Photo: Artı Gerçek news web site
Another Syrian refugee in Turkey has become a victim of a hate crime as an unidentified young man who was collecting trash was assaulted by a group of streetcleaners yesterday in southern Antalya province.
The Syrian man was beaten, his motorcycle was crushed with a garbage truck and set on fire. According to the Artıgerçek news website Ömer B., 18, the truck driver, attacked the Syrian man who was collecting pieces of trash on his motorcycle. Soon after his two friends, Ali R. and Haktan Ç., joined him and beat the Syrian man until he passed out.
Two of the assailants were quickly detained after they were identified by eyewitness accounts and security camera footage.
Hate crimes against Syrian refugees, who are blamed for many of Turkey’s social and economic troubles, have been escalating in Turkey.
Three refugee women and a child were severely beaten in October in the middle of the street in the southeastern city of Antep.
A 14-year-old Syrian boy, Vail El Mansur, was killed in alleged hate crime in on his way to work the same week. He was confronted by a group of boys who chased him into an alley, where one of them stabbed him. He died of his injuries in the hospital.
According to the “Hate Speech and Discriminatory Discourse in Media 2019 Report,” published by the Hrant Dink Foundation, Syrian refugees in Turkey were the second most targeted group in the Turkish media, with 760 hate speech items.
The report states they were systematically coded as criminals, murderers and thieves who posed imminent security problems including terrorism. Syrians were also represented in the media as the reason for the current adverse economic situation in Turkey and rising unemployment numbers.
This hate speech has led to serious incidents in the recent past. Syrian refugee Abdulkadir Davud, 21, was shot dead on August 18 in what appears to be a hate crime in the Zeytinburnu district of İstanbul. On September 13, 16-year-old Syrian Eymen Hammami was stabbed to death in another alleged hate crime in the Black Sea city of Samsun.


_Work item:_ When you reach the line holding "Image resolution: width=1230" in the material below, return that line and each one after it, word for word, with the pictures dropped.

BEGIN

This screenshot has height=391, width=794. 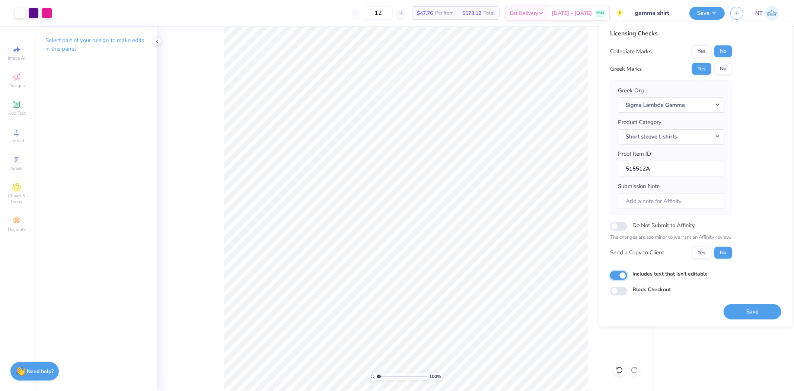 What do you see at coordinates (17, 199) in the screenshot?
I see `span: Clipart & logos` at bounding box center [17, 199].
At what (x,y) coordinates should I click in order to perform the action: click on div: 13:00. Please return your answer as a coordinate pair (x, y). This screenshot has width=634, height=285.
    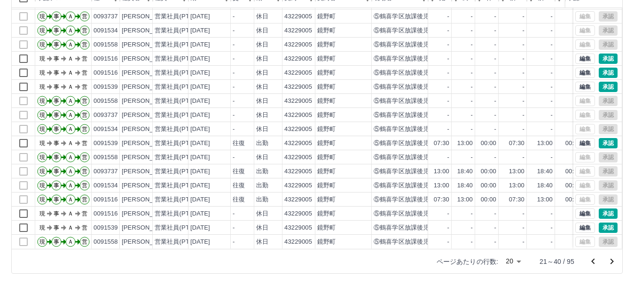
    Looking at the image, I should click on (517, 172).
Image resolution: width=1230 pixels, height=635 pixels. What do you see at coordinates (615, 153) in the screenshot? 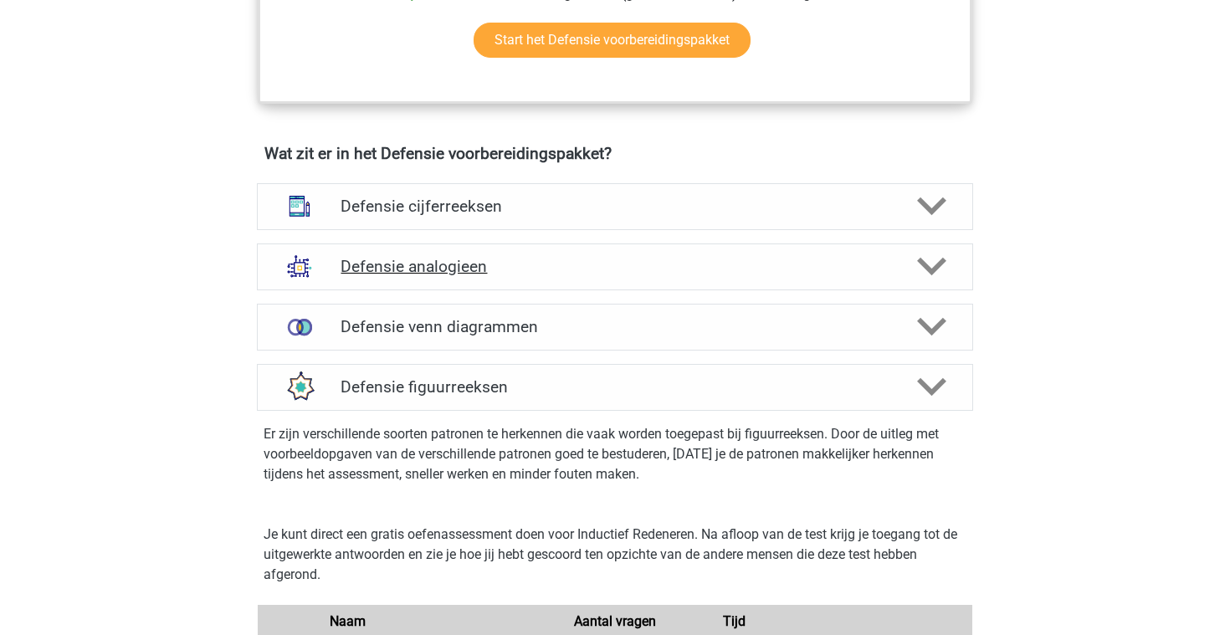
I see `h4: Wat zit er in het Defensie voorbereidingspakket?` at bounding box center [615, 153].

END

_Task solution:_
Image resolution: width=1230 pixels, height=635 pixels. What do you see at coordinates (615, 153) in the screenshot? 
I see `h4: Wat zit er in het Defensie voorbereidingspakket?` at bounding box center [615, 153].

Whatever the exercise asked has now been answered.